“Develop enough courage so that you can stand up for yourself and then stand up for somebody else.” —Maya Angelou (1928–2014)

How can we expand opportunities for each other while changing harmful systems?

Through this work I’ve learned that all of us leave a mark on the world in our own way. Possibilities may seem intangible when we work alone, like many of us did during the pandemic. Working in community unlocks unexpected potential in our work. Being in solidarity with a shared sense of accountability and vision for a brighter future put my skills to work for the greater good.

Gone, Not Forgotten, 2023 video collaboration with Michael Hart and Ren Davidson Seward as a metaphor that describes an interior landscape of loss and transcendence.

The call for abolition struck me to the core when the evidence for Ahmaud Arbery’s brutal slaying was subverted in 2020. How could I convey the depth of my sorrow and outrage? I sifted through the media bias to find the facts of the lynching. I synthesized those facts down to a few words to communicate how Ahmaud’s life was taken unjustly.

In June 2020, I was invited by Martha Swan, the director of John Brown Lives!, the official friends group of the John Brown Farm State Historic Site in Lake Placid, New York, to install, as a public statement in solidarity with Black Lives Matter, the first iteration of this memorial in a field adjacent to John Brown’s home. For the next four years, A Memorial Field grew from a shattering look at the history of racially-motivated violence in policing to an emotionally-stirring experience, and a reverential space for remembering and reflecting. It is said to have brought contemporary relevance to the John and Mary Brown farm, a hallowed place where the abolitionist is buried alongside the remains of eleven of his foot soldiers.

More than 200 years before Ahmaud Arbery’s murder in broad daylight, Ida B. Wells, journalist. suffragist and civil rights activist had to find a way not to carry the weight of such hate crimes on her spirit, “The way to right wrongs is to turn the light of truth upon them.” Tragically, we are still compelled to fight their fight.

I am indebted to Martha Swan, founder and director of John Brown Lives!, who encouraged me to find my way. Martha and Commissioner Kulleseid’s team at the New York State Office of Parks, Recreation and Historic Preservation—Alane Ball Chinian, Cordell Reaves, and Yolanda Bostic Williams—endorsed the installation, Memorial Field for Black Lives (renamed A Memorial Field in 2022) during a time of international outrage and the Black Lives Matter uprising.

The history of violent assaults on Black bodies motivates me to better understand the ongoing struggle for civil rights in America. Deep leaning led to a second installation, Spiraling ‘Round the Promise of the Right to Vote. Inextricably entwined with the systems of oppression that vies to keep people of color from full participation in the franchise are voting rights, a subject especially relevant to the John Brown Farm.

A long list of friends, collaborators, facilitators, and accountability partners follows in quasi chronological order of the moment their support fed into a steadfast belief in the work. For each of you, I have boundless gratitude.

—Ren Davidson Seward, artist

Peter Seward
Jerilea Zempel
Nancy Sinkoff & Gary Dreiblatt
Nell Painter & Glenn Shafer
Martha Swan, John Brown Lives!
Benita Law-Diao
Alice Paden Green
Linda Friedman Ramirez
Amy Godine
Brendan Mills, Cheryl Craft, John O’Neill, and the staff
and volunteers at John Brown Farm State Historic Site
Cordell Reaves
Yolanda Bostic Williams
Charlie Burnham and Fred Cash
Kathy & Arthur Morey
Eleanor Stein and Jeff Jones
Tiffany Rea-Fisher, artistic director, EMERGE125
Erica Blunt, composer, Twelve45
Daesha Devón Harris
Ellen Driscoll
Steven Manning
Jane Haugh
Betsey Thomas-Train
Archie Shire
Tom Morello
Stephanie Ratcliffe, Director, The Wild Center
Ellen Bettmann
Curt Stager and Kary Johnson
Paul Hai, Timbuctoo Institute
Anna Forsman
Aaron Mair
David Goodman
Nancie Battaglia, photographer
Fred Balzac
Dr. Louis J. DeCaro
Dr. Martin T. Tyler and Mignon Tyler
Peter Neill
Marie Campbell, Blooms by Marie
Bear Fox, singer, songwriter
Russell Banks
Raoul Peck
Bella Desai and Christopher Mulè, Creatives Rebuild New York
Kathy Bonavist
Shawndel N. Fraser
Mike Bishop
Michael Hart, filmmaker
Mark Hofschneider, Counterpoint Media

This project is made possible with funds from John Brown Lives!, Dr. Alice Green’s Center for Law and Justice in Albany, and Creatives Rebuild New York. Additional support was received from the Statewide Community Regrants program, a regrant program of the New York State Council on the Arts with the support of the Office of the Governor and the New York State Legislature and administered by the Adirondack Lakes Center for the Arts.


### Work instruction
Without changing anything, output the records below.

○ ○ ○ ○

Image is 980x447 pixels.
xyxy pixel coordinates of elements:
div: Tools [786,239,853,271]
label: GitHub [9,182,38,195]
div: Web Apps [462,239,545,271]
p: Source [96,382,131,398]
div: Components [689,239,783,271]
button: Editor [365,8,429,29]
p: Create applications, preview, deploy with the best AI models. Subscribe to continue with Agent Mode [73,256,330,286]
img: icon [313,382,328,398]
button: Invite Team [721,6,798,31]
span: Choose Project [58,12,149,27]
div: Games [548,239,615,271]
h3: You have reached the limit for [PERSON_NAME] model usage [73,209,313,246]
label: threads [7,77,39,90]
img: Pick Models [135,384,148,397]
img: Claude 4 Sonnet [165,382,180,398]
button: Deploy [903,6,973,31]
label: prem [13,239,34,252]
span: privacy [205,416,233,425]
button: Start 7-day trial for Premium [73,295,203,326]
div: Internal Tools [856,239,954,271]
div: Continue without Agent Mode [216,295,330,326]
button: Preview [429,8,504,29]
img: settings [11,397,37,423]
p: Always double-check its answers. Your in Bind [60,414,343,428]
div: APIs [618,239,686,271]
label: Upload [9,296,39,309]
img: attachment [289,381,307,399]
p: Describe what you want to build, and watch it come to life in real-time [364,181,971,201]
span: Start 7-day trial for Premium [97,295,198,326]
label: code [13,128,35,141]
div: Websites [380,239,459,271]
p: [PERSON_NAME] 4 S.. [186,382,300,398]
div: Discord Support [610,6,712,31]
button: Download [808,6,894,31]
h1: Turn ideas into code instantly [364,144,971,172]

○ ○ ○ ○

### Output of the task
Image is 980x447 pixels.
xyxy pixel coordinates of elements:
div: Tools [786,239,853,271]
label: GitHub [9,182,38,195]
div: Web Apps [462,239,545,271]
p: Source [96,382,131,398]
div: Components [689,239,783,271]
button: Editor [365,8,429,29]
p: Create applications, preview, deploy with the best AI models. Subscribe to continue with Agent Mode [73,256,330,286]
img: icon [313,382,328,398]
button: Invite Team [721,6,798,31]
span: Choose Project [58,12,149,27]
div: Games [548,239,615,271]
h3: You have reached the limit for [PERSON_NAME] model usage [73,209,313,246]
label: threads [7,77,39,90]
img: Pick Models [135,384,148,397]
img: Claude 4 Sonnet [165,382,180,398]
button: Deploy [903,6,973,31]
label: prem [13,239,34,252]
span: privacy [205,416,233,425]
button: Start 7-day trial for Premium [73,295,203,326]
div: Internal Tools [856,239,954,271]
div: Continue without Agent Mode [216,295,330,326]
button: Preview [429,8,504,29]
img: settings [11,397,37,423]
p: Always double-check its answers. Your in Bind [60,414,343,428]
div: APIs [618,239,686,271]
label: Upload [9,296,39,309]
img: attachment [289,381,307,399]
p: Describe what you want to build, and watch it come to life in real-time [364,181,971,201]
span: Start 7-day trial for Premium [97,295,198,326]
label: code [13,128,35,141]
div: Websites [380,239,459,271]
p: [PERSON_NAME] 4 S.. [186,382,300,398]
div: Discord Support [610,6,712,31]
button: Download [808,6,894,31]
h1: Turn ideas into code instantly [364,144,971,172]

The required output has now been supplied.